*** Opening INFORMATION SUPPLIED ***

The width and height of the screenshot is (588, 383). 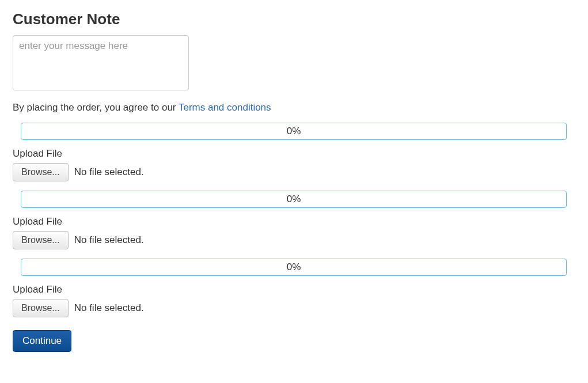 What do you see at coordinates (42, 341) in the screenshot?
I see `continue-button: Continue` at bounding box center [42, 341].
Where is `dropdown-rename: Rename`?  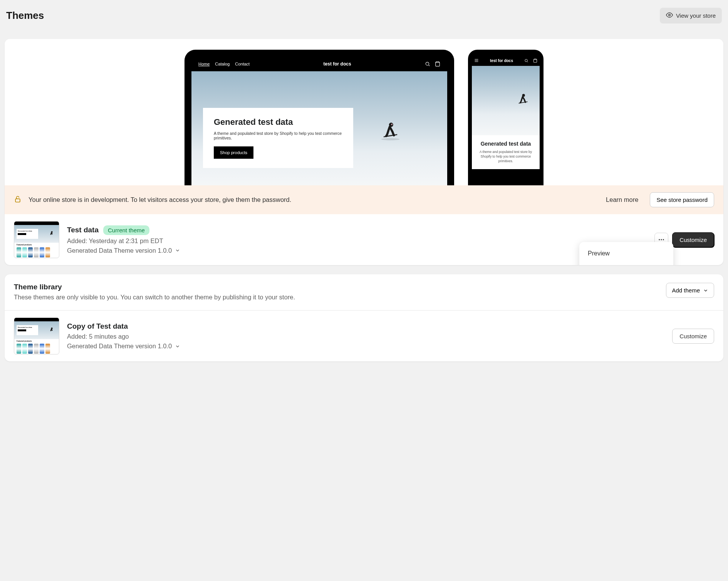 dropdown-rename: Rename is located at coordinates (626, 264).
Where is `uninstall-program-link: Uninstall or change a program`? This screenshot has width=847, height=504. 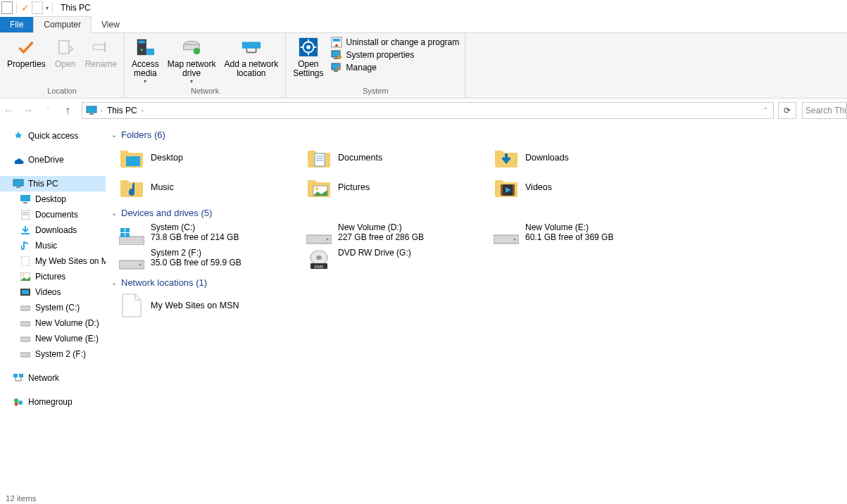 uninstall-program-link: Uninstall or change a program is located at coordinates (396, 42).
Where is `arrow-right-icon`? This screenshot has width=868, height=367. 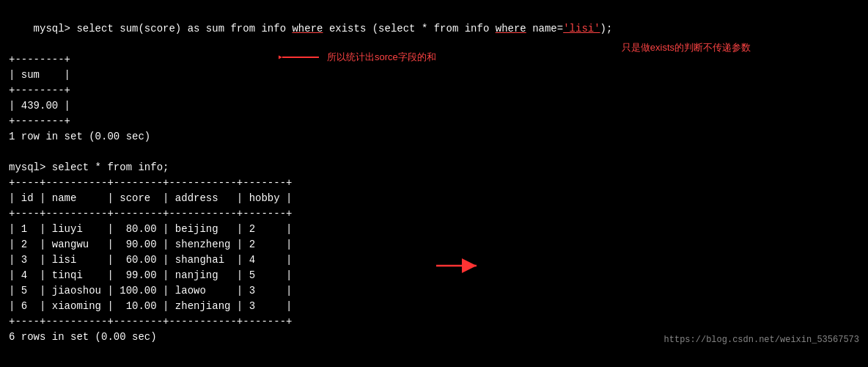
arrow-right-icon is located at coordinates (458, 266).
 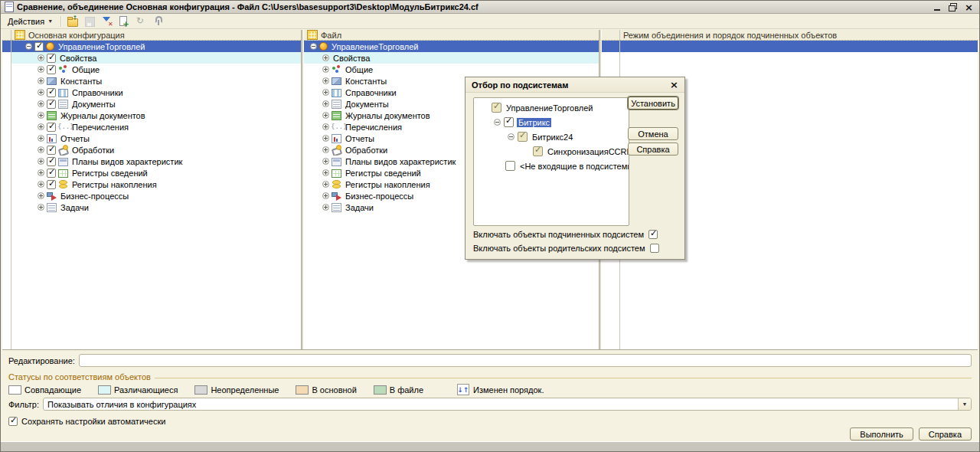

*** Closing INFORMATION SUPPLIED ***

DIRECTIONS FOR THIS TASK
Pictures stay out of the copy. Reproduce exactly the lines from the one containing "has width=868, height=367." through the last line of the records above, both included.

RESULT OF THIS EXERCISE
Where is `arrow-right-icon`? This screenshot has width=868, height=367. 
arrow-right-icon is located at coordinates (458, 266).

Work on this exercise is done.